You Get What You Pay With

1965-PhilJackson_new

Read this first. It's all about structural change and Los Suns and brings you up-to-date on me on this.

However, sometimes, you write a line that's embarrassing, and then your friend writes something more thoughtful about it, and then you have to correct for the heat of the moment. "Fuck Phil Jackson" should have been "Phil Jackson is being cranky, dismissive, rude, and very predictably Boomer-ish." Eric Freeman had another stance: Phil is a hypocrite, since those books he gives everyone couldn't just be taken as lessons in basketball.

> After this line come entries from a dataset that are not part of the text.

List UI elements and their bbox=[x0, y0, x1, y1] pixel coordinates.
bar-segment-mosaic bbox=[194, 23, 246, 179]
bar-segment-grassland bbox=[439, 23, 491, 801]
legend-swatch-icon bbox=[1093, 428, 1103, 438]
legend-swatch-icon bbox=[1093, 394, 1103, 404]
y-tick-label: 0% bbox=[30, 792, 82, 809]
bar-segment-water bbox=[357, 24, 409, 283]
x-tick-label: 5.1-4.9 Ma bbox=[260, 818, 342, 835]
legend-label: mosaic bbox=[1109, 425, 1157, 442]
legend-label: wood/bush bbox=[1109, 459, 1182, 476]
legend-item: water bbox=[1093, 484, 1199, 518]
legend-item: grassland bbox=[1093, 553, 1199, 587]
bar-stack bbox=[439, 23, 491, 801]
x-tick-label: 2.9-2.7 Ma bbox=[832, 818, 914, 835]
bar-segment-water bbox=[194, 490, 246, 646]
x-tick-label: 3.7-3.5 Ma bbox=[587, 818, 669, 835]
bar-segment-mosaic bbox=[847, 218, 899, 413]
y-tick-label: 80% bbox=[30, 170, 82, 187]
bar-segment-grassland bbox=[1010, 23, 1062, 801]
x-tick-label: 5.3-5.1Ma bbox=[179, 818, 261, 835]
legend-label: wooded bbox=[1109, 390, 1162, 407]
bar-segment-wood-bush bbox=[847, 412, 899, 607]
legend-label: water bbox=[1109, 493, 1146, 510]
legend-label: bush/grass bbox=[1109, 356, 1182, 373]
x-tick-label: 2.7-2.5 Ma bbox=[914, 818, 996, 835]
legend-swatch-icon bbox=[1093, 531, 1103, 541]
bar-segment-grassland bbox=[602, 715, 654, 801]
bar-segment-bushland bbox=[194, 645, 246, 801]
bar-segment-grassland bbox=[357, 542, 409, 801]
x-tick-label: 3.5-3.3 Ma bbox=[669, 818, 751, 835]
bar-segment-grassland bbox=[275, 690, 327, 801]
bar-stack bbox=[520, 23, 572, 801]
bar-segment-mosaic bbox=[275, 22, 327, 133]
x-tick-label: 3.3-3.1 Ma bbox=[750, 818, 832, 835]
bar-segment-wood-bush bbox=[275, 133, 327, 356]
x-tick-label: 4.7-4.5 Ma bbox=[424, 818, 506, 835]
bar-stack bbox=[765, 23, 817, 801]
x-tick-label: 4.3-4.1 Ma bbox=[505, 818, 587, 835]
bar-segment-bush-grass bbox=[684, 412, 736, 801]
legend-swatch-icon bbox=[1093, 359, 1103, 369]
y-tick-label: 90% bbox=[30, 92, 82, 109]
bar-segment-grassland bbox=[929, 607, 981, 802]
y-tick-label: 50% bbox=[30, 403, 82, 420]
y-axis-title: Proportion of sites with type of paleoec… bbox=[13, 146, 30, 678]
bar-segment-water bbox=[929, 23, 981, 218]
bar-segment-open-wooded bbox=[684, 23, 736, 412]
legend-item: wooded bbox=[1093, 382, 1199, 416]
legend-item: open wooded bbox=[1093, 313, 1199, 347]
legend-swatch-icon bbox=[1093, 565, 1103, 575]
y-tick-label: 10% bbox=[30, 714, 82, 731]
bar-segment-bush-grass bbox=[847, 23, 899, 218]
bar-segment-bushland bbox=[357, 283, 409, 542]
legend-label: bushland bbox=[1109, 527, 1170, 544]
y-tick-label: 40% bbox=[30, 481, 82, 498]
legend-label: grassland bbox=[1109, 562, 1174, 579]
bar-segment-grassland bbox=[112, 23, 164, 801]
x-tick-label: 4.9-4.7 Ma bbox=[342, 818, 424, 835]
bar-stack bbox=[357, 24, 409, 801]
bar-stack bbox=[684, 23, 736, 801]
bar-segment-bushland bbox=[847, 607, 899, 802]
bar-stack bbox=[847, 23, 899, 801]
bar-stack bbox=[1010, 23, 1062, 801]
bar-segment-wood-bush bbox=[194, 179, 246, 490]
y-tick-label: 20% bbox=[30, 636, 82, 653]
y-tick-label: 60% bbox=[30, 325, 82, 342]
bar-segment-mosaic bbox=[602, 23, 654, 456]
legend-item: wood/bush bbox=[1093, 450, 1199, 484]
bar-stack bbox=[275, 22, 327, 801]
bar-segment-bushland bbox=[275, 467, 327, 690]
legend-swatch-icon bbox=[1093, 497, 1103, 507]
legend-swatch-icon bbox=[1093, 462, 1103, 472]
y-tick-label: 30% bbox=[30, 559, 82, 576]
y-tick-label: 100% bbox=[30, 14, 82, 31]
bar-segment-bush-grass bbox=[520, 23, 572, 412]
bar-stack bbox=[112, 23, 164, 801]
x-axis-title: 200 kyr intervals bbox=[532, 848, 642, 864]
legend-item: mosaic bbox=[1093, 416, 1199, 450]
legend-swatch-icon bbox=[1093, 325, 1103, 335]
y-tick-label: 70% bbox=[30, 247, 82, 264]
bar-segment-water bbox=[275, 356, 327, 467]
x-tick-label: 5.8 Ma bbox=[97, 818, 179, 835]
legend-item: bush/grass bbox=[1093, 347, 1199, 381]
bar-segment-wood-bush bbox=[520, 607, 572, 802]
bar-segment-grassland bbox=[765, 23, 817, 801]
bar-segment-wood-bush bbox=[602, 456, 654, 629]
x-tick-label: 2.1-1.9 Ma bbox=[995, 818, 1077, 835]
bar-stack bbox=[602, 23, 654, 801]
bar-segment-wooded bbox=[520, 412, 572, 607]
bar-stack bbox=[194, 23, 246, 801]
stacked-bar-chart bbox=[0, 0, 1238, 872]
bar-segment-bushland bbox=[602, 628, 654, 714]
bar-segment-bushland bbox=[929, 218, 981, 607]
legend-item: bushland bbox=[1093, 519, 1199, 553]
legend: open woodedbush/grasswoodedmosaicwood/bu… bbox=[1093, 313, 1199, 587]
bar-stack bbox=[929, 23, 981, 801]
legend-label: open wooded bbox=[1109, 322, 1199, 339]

Upon further reflection, I've hit on The Secret of Phil Jackson: the secret is that Phil Jackson is only about basketball. We generally assume, as Eric did, that once sports get abstracted or intellectualized enough, it transcends itself and enters into dialogue with all other spheres of human knowledge. However, just as there are smart people who like sports because they provide refuge from figuring out the universe, there are figures like Phil who are, in effect, meaningful only as basketball thinkers. They may draw on other perspectives or methods, but that's not the same as equating sports with Zen or Bolano. Sports will not save you or society; they can just be approached with similar rigor.

It's not so different from applying the scientific method to being a chef, which I believe is called molecular gastronomy, or philosophy PhDs going to work for corporations. To presume a bleeding between all things is almost laughably modern. Get with the century.

The biggest proof I have here that Phil is being flippant or uninterested, not taking some kind of principled stance? He's outright dismissive of the question, even the issue. He hasn't done his research, and takes the same tone he always does when he feels like being a dick. If Jackson was really as deep, thoughtful, or political (pick your imagined compliment) about the non-basketball world as we suppose him to be, he would presumably have a better response. Instead, there's no difference between him and a commenter on AOL or Yahoo!.

Adande asked him about, and many have pointed to—if nothing else, as Eric did, as proof of hypocrisy—his sideline support for Bill Bradley. Guess what? Bradley was an old friend who, while liberal, was a mainstream candidate for President. It wasn't any great feat of will or imagination. It wasn't the world basketball gave him.